Under Massachusetts law, it'll probably take 10 days for the election of Scott Brown to be certified and for Brown to be sworn in as a Senator. Nothing nefarious -- that's just how orderly transfers of power work in a democratic system. Consequently, Paul Kirk will continue to serve as Senator up until the point that Brown is properly sworn in.
Barney Frank, God love him, doesn't think Kirk counts:
"I know some of my Democratic colleagues had been thinking about ways to, in effect, get around the results by working in various parliamentary ways, looking at the rules, trying to get a health care bill passed that would have been the same bill that would have passed if [MA AG] Martha Coakley [D] had won, and I think that's a mistake," Frank said. "I will not support an effort to push through a House-Senate compromise bill despite an election. I'm disappointed in how it came out, but I think electoral results have to be respected."

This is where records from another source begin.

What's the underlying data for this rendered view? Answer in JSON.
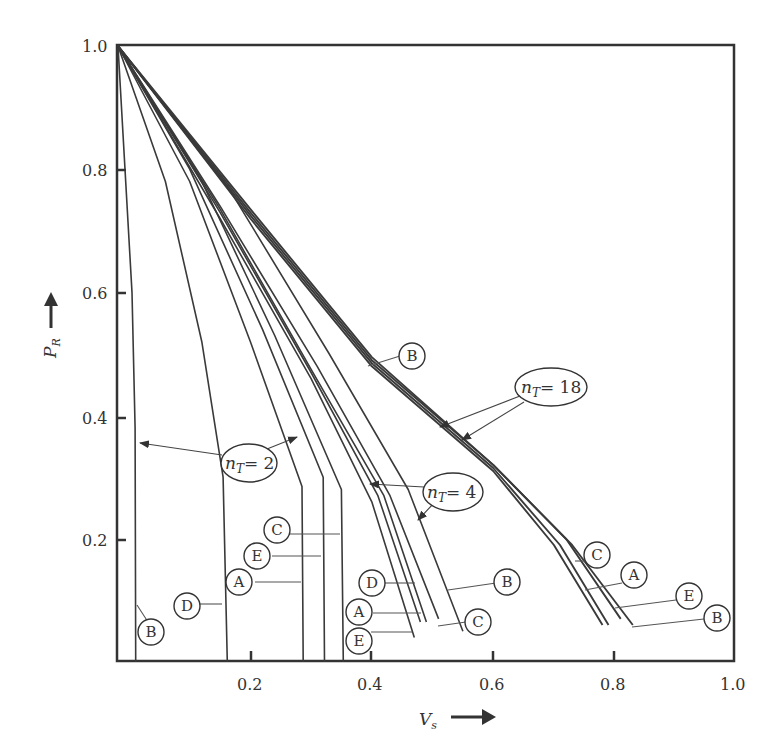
{
  "chart_data": {
    "type": "line",
    "title": "",
    "xlabel": "V_s",
    "ylabel": "P_R",
    "xlim": [
      0,
      1.0
    ],
    "ylim": [
      0,
      1.0
    ],
    "x_ticks": [
      "0.2",
      "0.4",
      "0.6",
      "0.8",
      "1.0"
    ],
    "y_ticks": [
      "0.2",
      "0.4",
      "0.6",
      "0.8",
      "1.0"
    ],
    "grid": false,
    "legend": "inline circled labels A-E with n_T group annotations",
    "groups": [
      {
        "name": "n_T = 2",
        "series": [
          {
            "name": "B",
            "points": [
              [
                0,
                1.0
              ],
              [
                0.005,
                0.6
              ],
              [
                0.01,
                0.38
              ],
              [
                0.011,
                0.0
              ]
            ]
          },
          {
            "name": "D",
            "points": [
              [
                0,
                1.0
              ],
              [
                0.06,
                0.78
              ],
              [
                0.12,
                0.52
              ],
              [
                0.155,
                0.3
              ],
              [
                0.162,
                0.0
              ]
            ]
          },
          {
            "name": "A",
            "points": [
              [
                0,
                1.0
              ],
              [
                0.1,
                0.78
              ],
              [
                0.2,
                0.52
              ],
              [
                0.285,
                0.285
              ],
              [
                0.287,
                0.0
              ]
            ]
          },
          {
            "name": "E",
            "points": [
              [
                0,
                1.0
              ],
              [
                0.1,
                0.8
              ],
              [
                0.22,
                0.54
              ],
              [
                0.32,
                0.3
              ],
              [
                0.322,
                0.0
              ]
            ]
          },
          {
            "name": "C",
            "points": [
              [
                0,
                1.0
              ],
              [
                0.12,
                0.78
              ],
              [
                0.24,
                0.53
              ],
              [
                0.35,
                0.28
              ],
              [
                0.353,
                0.0
              ]
            ]
          }
        ]
      },
      {
        "name": "n_T = 4",
        "series": [
          {
            "name": "E",
            "points": [
              [
                0,
                1.0
              ],
              [
                0.15,
                0.72
              ],
              [
                0.3,
                0.46
              ],
              [
                0.4,
                0.26
              ],
              [
                0.47,
                0.04
              ]
            ]
          },
          {
            "name": "A",
            "points": [
              [
                0,
                1.0
              ],
              [
                0.15,
                0.73
              ],
              [
                0.3,
                0.47
              ],
              [
                0.41,
                0.27
              ],
              [
                0.48,
                0.065
              ]
            ]
          },
          {
            "name": "D",
            "points": [
              [
                0,
                1.0
              ],
              [
                0.15,
                0.735
              ],
              [
                0.3,
                0.475
              ],
              [
                0.42,
                0.27
              ],
              [
                0.49,
                0.065
              ]
            ]
          },
          {
            "name": "C",
            "points": [
              [
                0,
                1.0
              ],
              [
                0.15,
                0.74
              ],
              [
                0.31,
                0.48
              ],
              [
                0.43,
                0.27
              ],
              [
                0.51,
                0.07
              ]
            ]
          },
          {
            "name": "B",
            "points": [
              [
                0,
                1.0
              ],
              [
                0.17,
                0.76
              ],
              [
                0.33,
                0.5
              ],
              [
                0.46,
                0.28
              ],
              [
                0.55,
                0.05
              ]
            ]
          }
        ]
      },
      {
        "name": "n_T = 18",
        "series": [
          {
            "name": "C",
            "points": [
              [
                0,
                1.0
              ],
              [
                0.2,
                0.72
              ],
              [
                0.4,
                0.48
              ],
              [
                0.6,
                0.31
              ],
              [
                0.7,
                0.19
              ],
              [
                0.78,
                0.06
              ]
            ]
          },
          {
            "name": "A",
            "points": [
              [
                0,
                1.0
              ],
              [
                0.2,
                0.725
              ],
              [
                0.4,
                0.485
              ],
              [
                0.6,
                0.315
              ],
              [
                0.71,
                0.19
              ],
              [
                0.79,
                0.06
              ]
            ]
          },
          {
            "name": "E",
            "points": [
              [
                0,
                1.0
              ],
              [
                0.2,
                0.73
              ],
              [
                0.4,
                0.49
              ],
              [
                0.6,
                0.32
              ],
              [
                0.72,
                0.2
              ],
              [
                0.81,
                0.07
              ]
            ]
          },
          {
            "name": "B",
            "points": [
              [
                0,
                1.0
              ],
              [
                0.2,
                0.735
              ],
              [
                0.4,
                0.495
              ],
              [
                0.6,
                0.32
              ],
              [
                0.73,
                0.19
              ],
              [
                0.83,
                0.06
              ]
            ]
          }
        ]
      }
    ],
    "annotations": [
      {
        "text": "n_T = 2",
        "targets": "leftmost B and C curves of first group"
      },
      {
        "text": "n_T = 4",
        "targets": "n_T=4 curve bundle"
      },
      {
        "text": "n_T = 18",
        "targets": "n_T=18 curve bundle"
      }
    ]
  },
  "axes": {
    "x_title_main": "V",
    "x_title_sub": "s",
    "y_title_main": "P",
    "y_title_sub": "R",
    "x_tick_labels": [
      "0.2",
      "0.4",
      "0.6",
      "0.8",
      "1.0"
    ],
    "y_tick_labels": [
      "1.0",
      "0.8",
      "0.6",
      "0.4",
      "0.2"
    ]
  },
  "annotations": {
    "nt2": {
      "main": "n",
      "sub": "T",
      "eq": "= 2"
    },
    "nt4": {
      "main": "n",
      "sub": "T",
      "eq": "= 4"
    },
    "nt18": {
      "main": "n",
      "sub": "T",
      "eq": "= 18"
    }
  },
  "labels": {
    "g2_B": "B",
    "g2_D": "D",
    "g2_A": "A",
    "g2_E": "E",
    "g2_C": "C",
    "g4_D": "D",
    "g4_A": "A",
    "g4_E": "E",
    "g4_B": "B",
    "g4_C": "C",
    "g18_B_top": "B",
    "g18_C": "C",
    "g18_A": "A",
    "g18_E": "E",
    "g18_B": "B"
  },
  "colors": {
    "line": "#3a3a3a",
    "background": "#ffffff"
  }
}
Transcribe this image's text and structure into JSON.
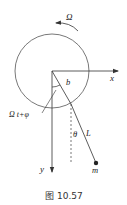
{
  "diagram": {
    "labels": {
      "omega": "Ω",
      "x_axis": "x",
      "y_axis": "y",
      "radius": "b",
      "angle_phase": "Ω t+φ",
      "theta": "θ",
      "length": "L",
      "mass": "m"
    },
    "caption": "图 10.57",
    "colors": {
      "stroke": "#333333",
      "background": "#ffffff"
    }
  }
}
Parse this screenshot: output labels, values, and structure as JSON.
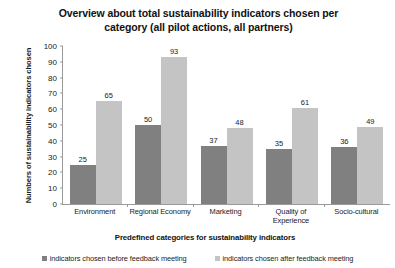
{
  "chart_data": {
    "type": "bar",
    "title": "Overview about total sustainability indicators chosen per category (all pilot actions, all partners)",
    "title_line1": "Overview about total sustainability indicators chosen per",
    "title_line2": "category (all pilot actions, all partners)",
    "xlabel": "Predefined categories for sustainability indicators",
    "ylabel": "Numbers of sustainability indicators chosen",
    "categories": [
      "Environment",
      "Regional Economy",
      "Marketing",
      "Quality of Experience",
      "Socio-cultural"
    ],
    "category_lines": [
      [
        "Environment"
      ],
      [
        "Regional Economy"
      ],
      [
        "Marketing"
      ],
      [
        "Quality of",
        "Experience"
      ],
      [
        "Socio-cultural"
      ]
    ],
    "series": [
      {
        "name": "indicators chosen before feedback meeting",
        "color": "#808080",
        "values": [
          25,
          50,
          37,
          35,
          36
        ]
      },
      {
        "name": "indicators chosen after feedback meeting",
        "color": "#c4c4c4",
        "values": [
          65,
          93,
          48,
          61,
          49
        ]
      }
    ],
    "ylim": [
      0,
      100
    ],
    "yticks": [
      100,
      90,
      80,
      70,
      60,
      50,
      40,
      30,
      20,
      10,
      0
    ],
    "ytick_labels": [
      "100",
      "90",
      "80",
      "70",
      "60",
      "50",
      "40",
      "30",
      "20",
      "10",
      "0"
    ],
    "grid": false,
    "legend_position": "bottom",
    "data_labels": true
  }
}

Jim Webb agrees, except ever so more so:
“In many ways the campaign in Massachusetts became a referendum not only on health care reform but also on the openness and integrity of our government process,” Mr. Webb said. “It is vital that we restore the respect of the American people in our system of government and in our leaders. To that end, I believe it would only be fair and prudent that we suspend further votes on health care legislation until Senator-elect Brown is seated.”
You know, I don't remember Jim Webb going on strike and filibustering all Senate votes while Norm Coleman and the Republican Party used every procedural trick at their disposal to keep Al Franken out of the Senate for six months. And there's a good reason for that: government has to function per its own rules. Coleman and the Republicans may have been acting in bad faith in delaying Franken's swearing in, but life had to go on for the Senate while the mess in Minnesota was sorted out.
Lame ducks are a feature, not a bug, of our republic. They allow the work of government to continue as our democratic process ensures that the results of elections are proper, accurate, and complete. And while lame ducks generally don't engage in major legislation, they retain the powers of their offices, and occasionally do attempt to make significant changes on their way out the door -- witness George W. Bush's "midnight" executive rulemaking. That's how our government works.
Now I'm not advocating that a health bill be hurried through Congress in the next couple days -- far from it. I've got serious reservations about the bill on offer, and it would be a shocker if a rush bill didn't end up looking a lot uglier than what's currently being discussed. But this notion that the work of government needs to be put on hold, and the country resigned to twiddling its thumbs and listening to "Little Spanish Flea," while we wait for one of 100 senators to be sworn in, is just absurd -- especially when there's another senator properly holding that seat. It's even more ludicrous when you consider that this senator doesn't change the balance of power in the chamber. He represents the 41st member of a minority caucus. No committee chairs will be ousted following his swearing-in. Mitch McConnell will not become the Majority Leader. Dick Durbin and Harry Reid won't have to move to less desirable offices. All Brown represents is one more Senator in a small minority. Now sure, you can say that he does represent "the end of the Democratic supermajority."
But how can he represent the end of something that never existed?
Congress should feel free to continue to do the people's work over the next few days. That's how we do in a republican democracy.